Ebell sees another parallel between the BP spill and global warming: The high costs associated with the government's response.

"The economic damage of the response is so much larger than the economic damage of the disaster," Ebell tells Newsmax. "It's many, many times the size, potentially. ... You certainly see this in global warming, where the medicine is so much worse than the disease.
Say what? Which part of the response caused more damage than the oil leak? Was it the government response of making BP pay to clean it up and the effect on its share price?

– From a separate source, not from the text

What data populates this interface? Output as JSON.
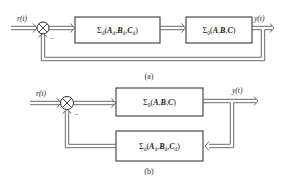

You're not even making sense here, Ebell.

Poppycock earth day

Attempting to copy the success of the Tax Freedom Day when the nation as a whole has theoretically earned enough income to fund its annual tax burden -- thus promulgating the lie that we are all taxed evenly, and that public taxation is a bad thing as we drive around on publicly funded roads and enjoy books whose ability we can read as a result of publicly funded education -- someone has come up with Earth overshoot day, the day when humans have consumed all of the biological resources that Earth can provide annually and begins burning through a finite and depleting capital.

Reporter Mike Lee of the San Diego Union Tribune decided to include a ridiculous quote from Myron Ebell in his article on this:
"It is, of course, complete poppycock," said Myron Ebell at the libertarian Competitive Enterprise Institute in Washington, D.C. "As we become wealthier and more technologically sophisticated, our environmental footprint becomes smaller."
I mean, What the hell gives? The graphic on that article clearly shows wealthy and "technologically sophisticated" Americans consuming 5 planets of resources pro-rata, while poor and lower technology India rates 0.4.

What is the point of being a reporter if all you do is phone up Myron Ebell and print any old crap he spouts sight unseen? Hasn't anyone got a brain around here?